Photojournalists Forced To Learn Entrepreneur Skills

Entrepreneurs skillsThe changing face of media, combined with the pressure of the recession and the demise of the traditional newspaper, has given rise to a new breed of journalist. The fast-growing popularity of the concept of the MoJo: the mobile journalist, whose kit includes a convertible stills/video camera, a laptop for writing and editing and a high-quality sound recorder for interviews and podcasts. A journalist/photographer with entrepreneur skills.

According to Dare Parker the main reason a lot of journalists are staying freelance is that it gives them the opportunity to go out and do independent stories.  The journalists pick their own stories and sell them to various press organisations or publications, but in Australia particularly, since Time magazine closed its Australian office and The Bulletin folded, there are less places that will buy their work, prompting a need for entrepreneur skills.

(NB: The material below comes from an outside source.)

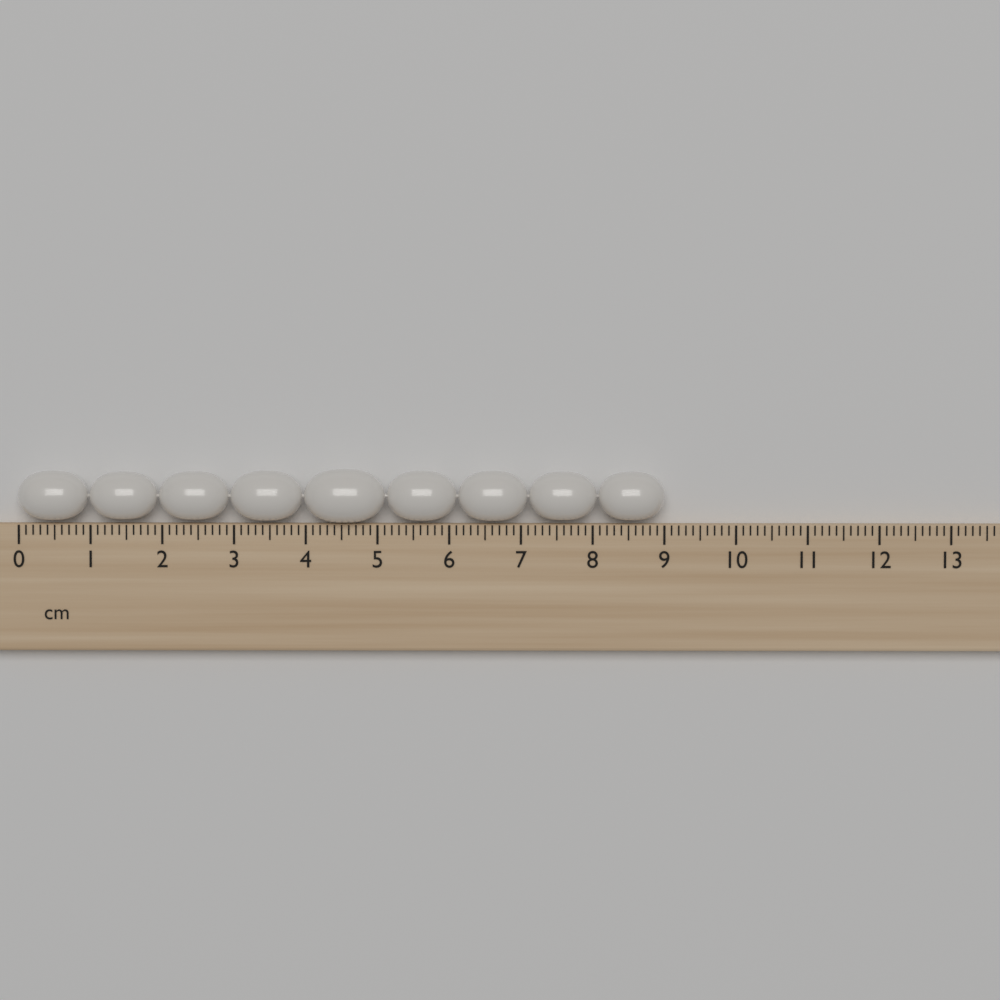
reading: 9.0 cm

A massive seismic shift in thinking was needed to redefine what journalists would have to do if they wanted to make a living from the business.

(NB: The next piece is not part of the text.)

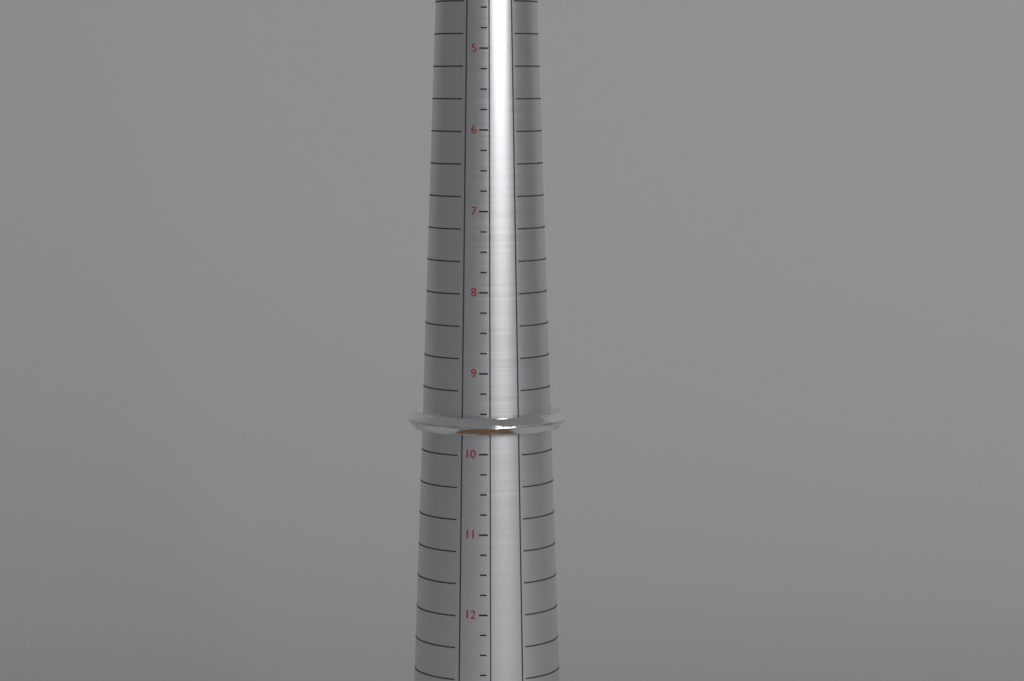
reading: 9.75 (no unit)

Reports now feature a stills gallery, video interviews and text. A MoJo can put a report package together in one day after receiving just five days’ training.

So what is the future of the modern journalist?

Perhaps they’ll be a bit of both photographer and journalist with a large dose of small businessperson thrown in – possessing not just multimedia skills and marketing savvy, but innovative entrepreneur skills and the financial acumen of an accountant.